Yes, yes, a thousand times yes; both need to be reported. But can’t the ABC whip around and find some stories about how mining is helping keep us going (and contributing toward the $1 billion a year it spends) or how – in the case of Sandfire and other companies drilling around its find north of Meekatharra – this might actually provide jobs for the local landowners?

Of course, the ABC reflects both the leftish bias at that organisation and the scent of anti-resources feeling that reporters are no doubt picking up on in parts of the Labor movement. When you think that parts of the farming industry (look at dairying, for example) are in decline and the manufacturing sector has been hollowed out, it would seemingly make sense to nurture the mining and energy sectors.

After all, it’s the metal and energy exports that are keeping the wolf from Australia’s door. But Canberra’s response? Close to nil. You can imagine the eyes glazing over in our national capital when resources issues are raised.

And there’s no better example of the hypocrisy abounding than Queensland. Happy to take all that money from the coal miners, oh dear me yes. But uranium mining? And what about the mining projects affected by the wild rivers “protection” – excuse me, but is this the same state government that won’t act on Cubbie station and its impact on the Murray-Darling river system?

It’s a worldwide phenomenon, of course.

There was a news report this week on the Church of England selling shares in London-based Vedanta Resources because it is concerned about the effect on a native tribe once that company builds an aluminium plant in the Indian state of Orissa, along with developing a bauxite mine.

No concern, apparently, about the vast employment multiplier such a project will bring to a country that has some of the worst poverty in Asia.

Over in New Zealand, the National Party-led government is facing the wrath of the Green Party, which has nine MPs in the 122-member unicameral parliament. Back in the 1980s and 1990s, the green movement closed down mining in several areas, including the Coromandel Peninsula east of Auckland, a place rich in mining history.

The Key government has decided to unlock some of that land and the Greens are promising major protests. No doubt some companies have been considering investing in exploration under the new policy, but why would you bother when you face all those exciting young people chaining themselves to trees and bulldozers?

So why not go to Mali?

Australian investors have come to terms with some parts of Africa; they feel comfortable with explorers and miners operating in Botswana, Namibia and Ghana for example. Burkina Faso is clearly growing on them.

But Sahelian Africa seems to be the place of the moment. Overnight, we’ve heard Gold Fields’ west Africa chief, Peter Turner, being reported as saying that Mali is his company’s new frontier. The South African company is concentrating on the southeast corner of the country where one prospect, Komana, has returned gold hits up to 15.7 grams per tonne.

But this country is not exactly virgin territory. Mali has just displaced Tanzania as the third-biggest gold producer in Africa.
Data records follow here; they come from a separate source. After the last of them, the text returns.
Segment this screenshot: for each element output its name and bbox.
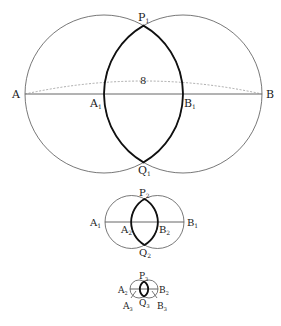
label-p2: P2 bbox=[139, 187, 150, 199]
label-a3: A3 bbox=[122, 301, 133, 312]
label-q1: Q1 bbox=[138, 164, 151, 177]
label-q2: Q2 bbox=[139, 247, 151, 259]
label-q3: Q3 bbox=[139, 298, 150, 309]
label-b1-stage2: B1 bbox=[187, 217, 198, 229]
stage-1: 8 A B A1 B1 P1 Q1 bbox=[11, 11, 274, 177]
label-b1: B1 bbox=[184, 97, 196, 110]
label-a1: A1 bbox=[89, 97, 102, 110]
label-b2-stage3: B2 bbox=[159, 285, 169, 296]
label-a: A bbox=[11, 88, 21, 101]
label-p1: P1 bbox=[138, 11, 149, 24]
label-a2-stage3: A2 bbox=[117, 285, 128, 296]
stage-2: A1 B1 A2 B2 P2 Q2 bbox=[89, 187, 198, 259]
label-b2: B2 bbox=[159, 224, 170, 236]
stage-3: A2 B2 A3 B3 P3 Q3 bbox=[117, 271, 169, 312]
label-b: B bbox=[266, 88, 274, 101]
label-p3: P3 bbox=[139, 271, 148, 282]
lens-construction-diagram: 8 A B A1 B1 P1 Q1 A1 B1 A2 B2 P2 Q2 A2 B… bbox=[0, 0, 281, 326]
label-a2: A2 bbox=[120, 224, 132, 236]
label-a1-stage2: A1 bbox=[89, 217, 101, 229]
label-b3: B3 bbox=[157, 301, 167, 312]
arc-label: 8 bbox=[140, 75, 146, 86]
According to the Economist, South Africa produced 240 tonnes last year, Ghana 80t and Mali 60t. Tanzania produced 50t, with Burkina Faso closing fast at 40t.

It is interesting that we have not seen any news reports of Australian companies experiencing any real problems in this part of the world of late. Mali has a clear mining law and reports suggest it is working quite well.

But here is the thing that really caught my eye about Mali. The French have been pressuring the Mali government to release several members of al-Qaeda in the Islamic Maghreb from its jail; AQIM is holding several Europeans, one a Frenchman, and Paris wants Bamako to release the terrorists so the Frenchman can be set free. No way, says Mali.

So here is a country with a working mining law, as yet unquantified mineral resources (including phosphate), no Greens or ABC, and a government that sticks to its guns and is pro-mining.

As an exam question would put it: please compare and contrast with Australia in general, Queensland in particular.

Footnote and disclosure: The writer has put his money where his mouth is and owns shares (and took up the recent rights issue) in Oklo Uranium, which is exploring for uranium and phosphate in Mali.